The Israeli military has acknowledged that more than 70,000 Palestinians have died since the onset of its war on Gaza in October 2023, a figure closely aligned with data previously reported by the Gaza Ministry of Health. The Palestinian Health Ministry has documented 71,769 deaths, including more than 700 fatalities following a United States-brokered ceasefire last year. Thousands more remain missing, with estimates suggesting that over 10,000 may be buried under rubble. These official tallies come amid severe restrictions on access to Gaza, which have left the Ministry as the primary source of casualty data.
In the first 18 days of the conflict, Israeli strikes reportedly killed over 7,000 Palestinians, including nearly 3,000 children. Despite mounting international calls for a ceasefire to end the humanitarian catastrophe, senior Western officials publicly questioned the credibility of Palestinian casualty figures. Then-President Joe Biden stated in October 2023 that he had “no confidence in the number that the Palestinians are using,” exemplifying a broader trend of Western governments dismissing Palestinian suffering as exaggerated or manipulated. Biden added, “I have no notion that the Palestinians are telling the truth about how many people are killed.”
The Health Ministry released detailed casualty lists, pairing names with government identification numbers to enhance transparency. Humanitarian agencies and United Nations officials have consistently cited the Ministry’s data as the most comprehensive available source. Foreign journalists and independent researchers have been largely barred from entering Gaza. Studies published in The Lancet estimated that deaths in Gaza may be underreported by up to 41 per cent, accounting for unregistered fatalities, missing persons, and deaths resulting from the destruction of health infrastructure and the ongoing blockade.
Western media outlets frequently described the Health Ministry as “Hamas-run” or “Hamas-controlled,” framing it as partisan and thus undermining the credibility of its casualty figures. CNN, the BBC, AFP, and The New York Times have regularly prefixed references to the Ministry with these qualifiers, even though there is no evidence that Hamas interferes with the Ministry’s operations or data collection. CNN inserted disclaimers stating it “cannot independently verify the ministry’s figures,” and the BBC’s headline on Israel’s acknowledgment read, “Israeli media cite official accepting Hamas figure of 70,000 war dead.” The United Nations Office for the Coordination of Humanitarian Affairs continues to use the Ministry’s figures, noting that it is “nearly impossible at the moment to provide any UN verification on a day-to-day basis.”
In 2024, the U.S. House of Representatives passed bipartisan legislation barring the State Department from citing Gaza’s Health Ministry statistics. Pro-Israel advocacy groups and commentators have continued to challenge the figures as unreliable, framing them as propaganda rather than legitimate documentation of suffering.

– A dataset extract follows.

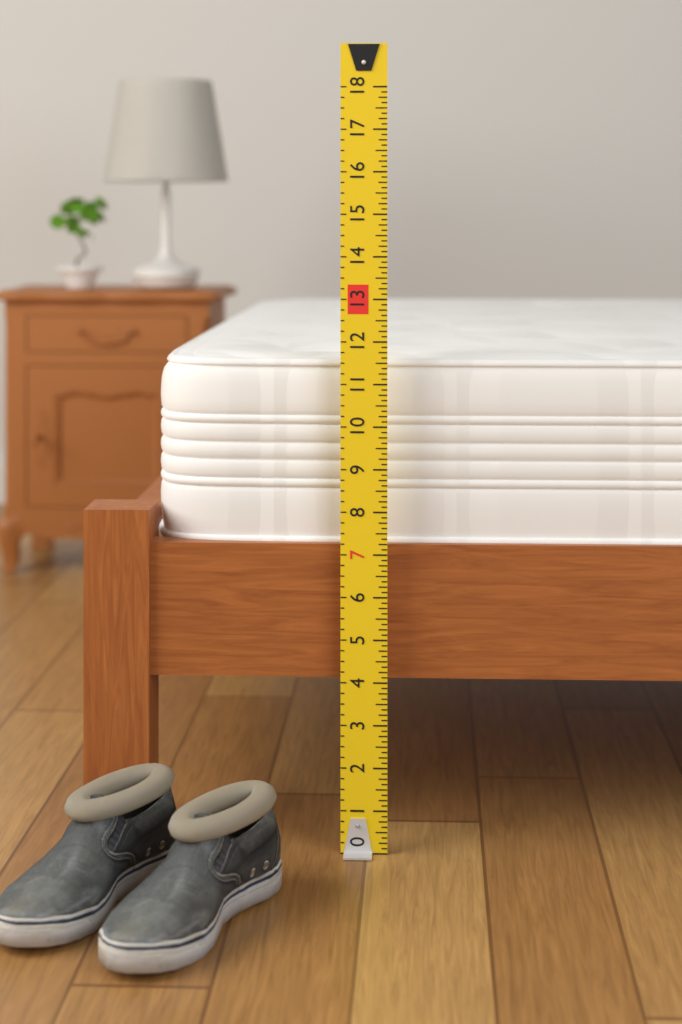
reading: 11.625 (no unit)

This political pressure reflects a wider campaign to delegitimise Palestinian casualty reporting and shapes public discourse in favour of Israeli narratives.
Israel’s eventual admission of a death toll exceeding 70,000 marks a departure from initial denials and efforts to downplay the scale of casualties. This acknowledgment follows a historical pattern of denialism where Israel repeatedly dismisses or questions accusations before grudgingly accepting facts once evidence becomes overwhelming. Analysts such as Sultan Barakat of Hamad Bin Khalifa University suggest the shift serves multiple strategic purposes: maintaining institutional credibility with international allies, recalibrating the narrative to emphasise Hamas’s conduct, and preparing legal defences ahead of potential investigations.
The political and media response to Palestinian casualty reporting illustrates the challenges of information control during conflict, media responsibility, and the ethical implications of delegitimising local sources in contexts of war. Palestinian American activists and public health experts have condemned the dismissal of casualty figures as “racist” and “appalling,” highlighting that such denial effectively erases Palestinian humanity even in death.
As ceasefire arrangements remain fragile and reconstruction discussions begin, the credibility of reporting mechanisms and the willingness of governments and media to reassess earlier positions will shape how the international community understands and addresses the conflict’s consequences. The narratives constructed today will influence future accountability efforts, the prospects for meaningful investigations into war crimes, and the framing of Gaza’s humanitarian crisis.